Each morning, I make my way to our closet where the little weather station my family gave me for Mother’s Day sits on the shelf. I just love to see the temperature, potential for rain or snow, and the symbol my older son coined as “fast clouds”, a line drawing of a cloud with lines coming off the back, to indicate wind. Maybe I’m a bit obsessed because I grew up in Iowa where the flow of the local report each night was weather first then news and sports. Weather was critical, not just to what we needed to wear or whether or not we could go for a swim. Weather was critical, and still is, to farmers across the country betting sometimes everything they own so that we can have food on our tables and clothes on our backs.
So we understand that the weather impacts our choice in clothes, but what do clothes have to do with climate? More than you might think. It really starts with the fibers. Whether it’s cotton grown using pesticides and fertilizers or polyester, which is made from fossil fuels, our choice in what we wear has an impact on our planet and the people who grow, fabricate, design, and create the clothes we wear. In addition to the carbon dioxide created in making our fibers, we then seem very comfortable shipping cotton from North Carolina to China and back again as a chemical-ridden t-shirt found on some sale table for $4. Logically, we know that if everyone in the process has been paid a fair wage and the planet treated well, there’s no way that shirt costs so little. Something is subsidizing our closet. Most often it’s both people and our planet.
So next time you think about how the weather is impacting your choice of outfits for the day, think about how your choice in clothes is impacting the climate. It’s your choice. You can choose to be “best dressed” by considering both the passing weather and our changing world climate.







Doing Things Eco-Style in North Carolina
Well, thanks to some very hard work by folks like Eric Henry at TS Designs and all the skilled, dedicated people along the supply chain, “Dirt to Shirt” is once again not only possible in North Carolina – but also ORGANIC! Given our name, you can only imagine how happy that makes us. So, how could we resist when the call went out for T-shirt orders. Of course, we said “Yes!”
Like anyone else, we love a well-made T-shirt. We also love our logo, even though we realize we’re not objective. It just makes us happy to see it, each and every time. We combined the two, and there you have it. A shirt that started as a seed right here in North Carolina and ended up as a great T-shirt that has never left the state. Even our graphic designer lives here in the Triangle.
Here are just a few reasons that this shirt is changing your world for the better:
- This shirt did not pollute our water and soil with synthetic poisons. Not in the field. Not in the dyeing and screening.
- The seed from this cotton was not genetically modified and therefore did not add to our “franken-food” supply. We don’t eat cotton you say? Yup, we do. Cottonseed oil is in many consumer products. Cotton seeds are fed to dairy and beef cattle.
- You can use the code on the label to get an interactive view of everywhere this shirt has been, from the name of the farmer to the folks who made the fabric and finally your shirt. If you take this shirt on a trip with you out of the state, that will be the first time it leaves North Cackalacky!
- When this shirt sits on your skin or rubs against your loved ones or ends up in the mouth of your baby, you don’t have to worry about exposure to phthalates and other known disease-causing chemicals. Those plastic designs on traditional T’s rely on some nasty chemistry to make them stick and keep them pliable.
- One last reason this shirt is different. When you buy one, you are supporting a company that is in it for you, your children, our planet.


Return, from the listing that follows, each line containing the word "small".
BEGIN
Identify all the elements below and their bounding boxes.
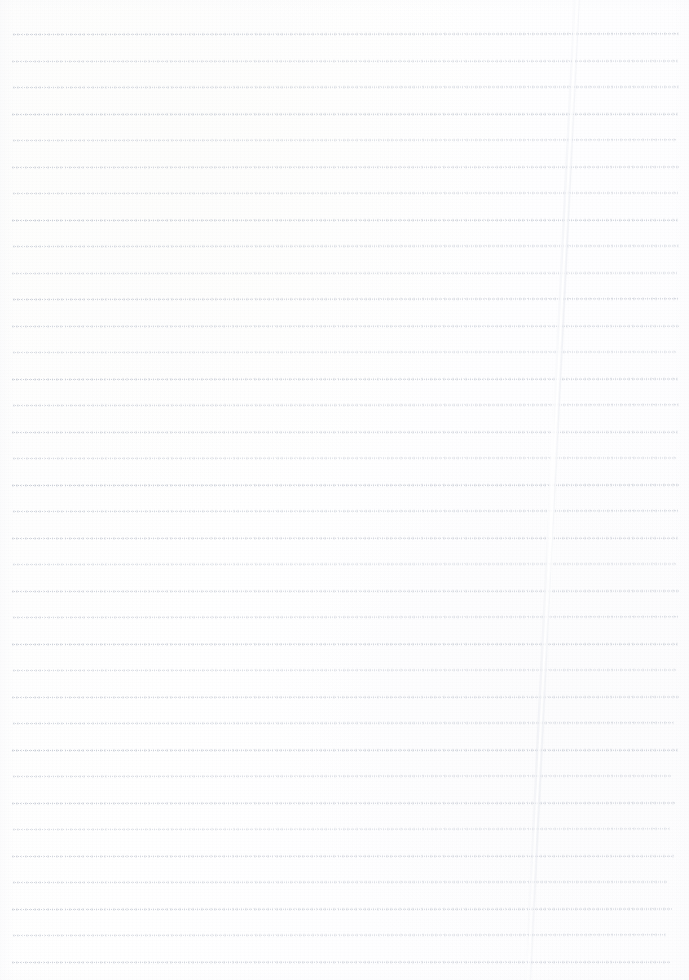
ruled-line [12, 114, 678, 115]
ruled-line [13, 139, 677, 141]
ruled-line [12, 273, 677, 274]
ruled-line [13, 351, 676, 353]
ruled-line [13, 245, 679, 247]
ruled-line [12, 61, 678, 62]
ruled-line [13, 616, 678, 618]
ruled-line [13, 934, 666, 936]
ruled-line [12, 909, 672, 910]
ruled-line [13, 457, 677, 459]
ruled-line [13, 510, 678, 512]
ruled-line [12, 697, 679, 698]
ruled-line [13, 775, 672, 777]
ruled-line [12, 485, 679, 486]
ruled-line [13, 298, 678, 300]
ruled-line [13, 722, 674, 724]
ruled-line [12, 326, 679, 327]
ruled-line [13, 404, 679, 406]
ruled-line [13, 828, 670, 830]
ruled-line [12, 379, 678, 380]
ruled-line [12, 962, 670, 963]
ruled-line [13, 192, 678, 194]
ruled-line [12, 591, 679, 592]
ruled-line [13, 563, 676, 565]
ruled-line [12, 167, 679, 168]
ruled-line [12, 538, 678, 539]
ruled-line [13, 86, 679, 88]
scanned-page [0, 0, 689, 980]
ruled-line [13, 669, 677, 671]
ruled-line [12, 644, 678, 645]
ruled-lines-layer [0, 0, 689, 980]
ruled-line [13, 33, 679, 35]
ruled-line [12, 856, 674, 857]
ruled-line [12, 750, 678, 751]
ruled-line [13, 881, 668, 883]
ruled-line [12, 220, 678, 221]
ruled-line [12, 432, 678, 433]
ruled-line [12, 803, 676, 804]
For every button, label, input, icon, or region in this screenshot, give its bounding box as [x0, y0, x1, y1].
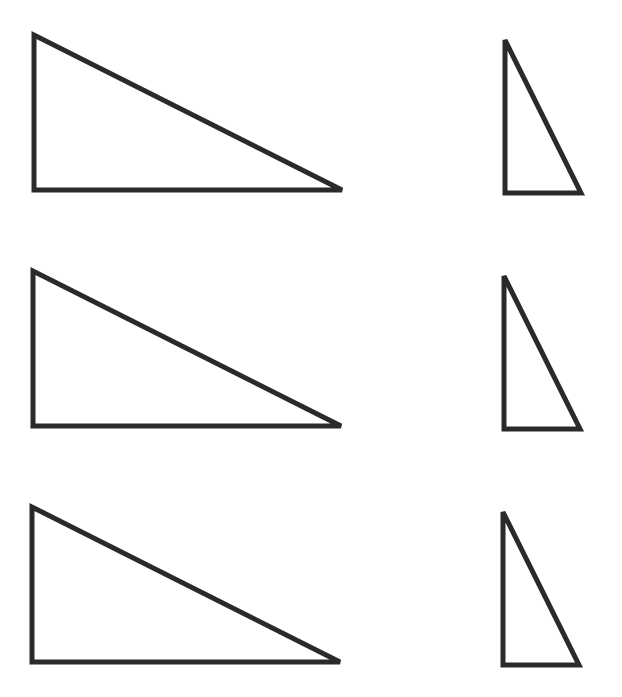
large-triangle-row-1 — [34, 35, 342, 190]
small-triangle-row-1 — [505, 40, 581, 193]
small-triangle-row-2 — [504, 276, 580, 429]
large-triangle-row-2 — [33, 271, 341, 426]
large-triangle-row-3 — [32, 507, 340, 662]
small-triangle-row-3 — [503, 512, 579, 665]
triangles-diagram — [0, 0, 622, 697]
END
● **Output for this task**
small-triangle-row-1 — [505, 40, 581, 193]
small-triangle-row-2 — [504, 276, 580, 429]
small-triangle-row-3 — [503, 512, 579, 665]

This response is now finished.